4. The winner of the popular vote gets the rest.

5. Whoever gets an absolute majority of votes in the state gets the rest. Thus a winner in a state with twelve electoral votes who gets 53.72% of the popular vote will get six votes from the apportionment of non-Senatorial votes and of course the two Senatorial votes.  

Advantages:

1. It recognizes third-party nominees who get significant votes in any state.

2. It makes relevant the significant minorities (Hispanics and blacks in Texas; agrarian interests in Illinois) whose votes for President are usually ignored because they are inaccessible in the national contest in statewide winner-take-all contests. Southern blacks usually get stepped on in Presidential politics,  and such distorts the political process.
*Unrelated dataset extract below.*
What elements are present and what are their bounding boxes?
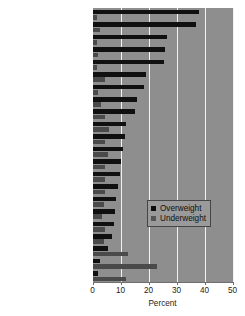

3. In a true two-way race one gets less chance of a landslide.

4. Gerrymandering to set up Congressional districts to distort the popular vote has no relevance in the Presidential election. Gerrymandered districts that would distort the Presidential vote would not pass Constitutional muster. the situation in which D-leaning cities like Lansing, East Lansing, Kalamazoo, and Grand Rapids are diluted with R-leaning rural areas (I know Michigan much better than I know Pennsylvania, and the GOP in state legislatures did much the same in Michigan as in Pennsylvania) so that the Democrats have a few 70D-30R districts and lots of 53R-47D districts. Distortion of the vote in any state to fit some artifice violates the Constitutional emand for one man-one vote.  

5. Presidential elections would be closer to majority rule. There would be less likelihood of one state's total being decided by a handful of votes ultimately deciding the election. Thus Florida 2000 becomes much less likely

Disadvantages:

1. In a close election, a significant third-party nominee can mess things up.  For this, the existing apportionment (largely winner-take-all) can be used.

2. It is not as clear as the largely winner-take-all system that most states have. The last votes of some states might take months to decide.